Review Summary: All about that bass
I think it is important to clue you in as to who exactly Extinction Level Event is and why they are 'unique'. They have a drummer. They have a vocalist. And they have a bass player. Sorry, they have THREE bass players. For those of you thinking the joke couldn't get any worse, they have adequately labeled themselves as 'Clank', a sub-genre of a sub-genre known as 'Djent'. Which, in itself, is hardly considered a sub-genre by many in the metal community. I am struggling to write this review with a straight face thus far but I must push on.
If any of you have ever heard the song 'Hell Below' by Periphery (which I believe involves guitars drop-tuned over a whole octave below standard tuning), you may have an idea as to how this album might sound, minus the clean vocals. The sound is thick, chunky, slow, and crushing. Every song uses odd time signatures and poly-rhythms. The bassists also seem for the most part, entirely unaware that their instruments carry more than one string. But based on the ridiculous levels of LSD that must have plagued the studio during the planning for this album, it is of no surprise. As silly as the concept of this release is, Extinction have crafted an album that has a surprising level of depth to it. While it is your standard, Djent (or should I now say Clank?) affair, the bass tone and a small, yet clever use of atonal dissonance keeps The Catalyst an interesting, albeit doltish listen.

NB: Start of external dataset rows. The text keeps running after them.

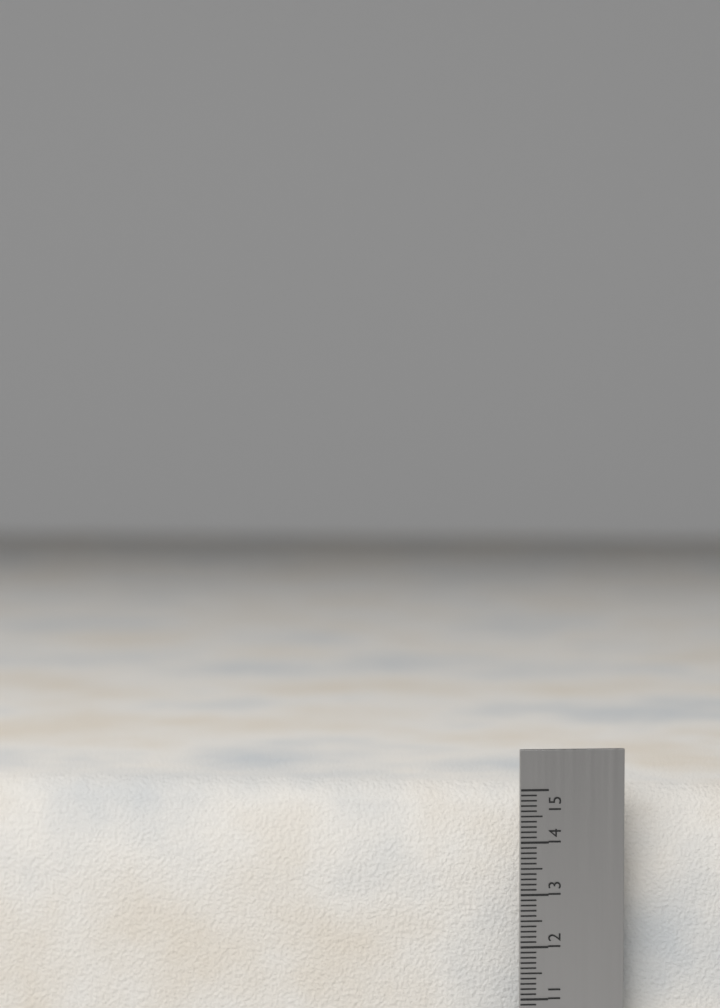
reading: 14.9 cm
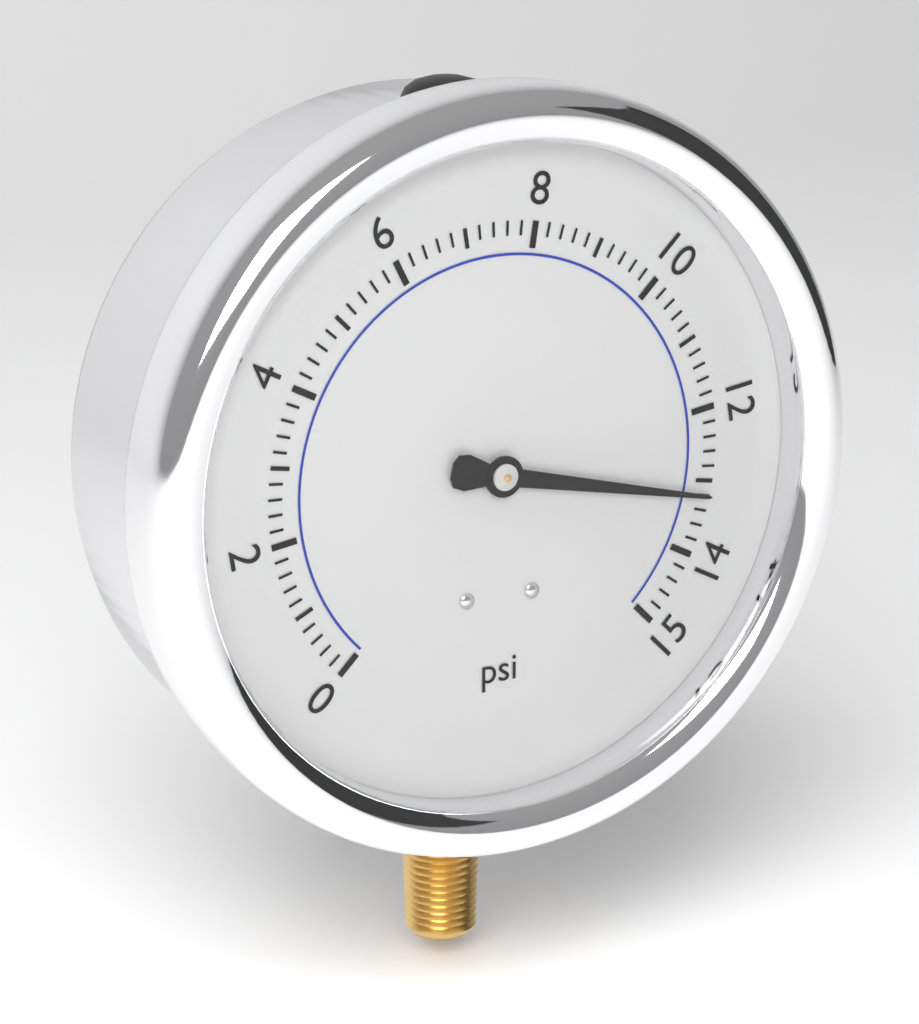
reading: 13.2 psi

The production on this album is clean; as seem to be all, modern, Meshuggah-influenced releases. The vocalist also seems heavily influenced by Meshuggah; a near mirror of the work portrayed on Koloss with a little more treble and a little less beard. Which I would assume is the balance for the ridiculous amounts of man-fur blasting out of the three bass guitars. The bass guitars have been mixed into The Catalyst very well, every bass audible when playing separately, yet chunky as cheese when uniform. The drums, while unexceptional in technicality, are punchy and don't sound overly produced.
It is hard to review an album that was designed as a joke (if you haven't seen Extinction's music video for 'Entropy', take a look with an open mind), yet ultimately has been executed as a serious product. In a nutshell, it is an unreleased, drop-tuned, down-tempo'd, Meshuggah album (generalizing a little). It doesn't do anything particularly wrong, or original, or great. It does, however, provide a good laugh for anyone open to something completely silly and will most definitely leave a place shaking when blasted through a sub or two. And it will most certainly get Glenn Fricker's panties in a twist.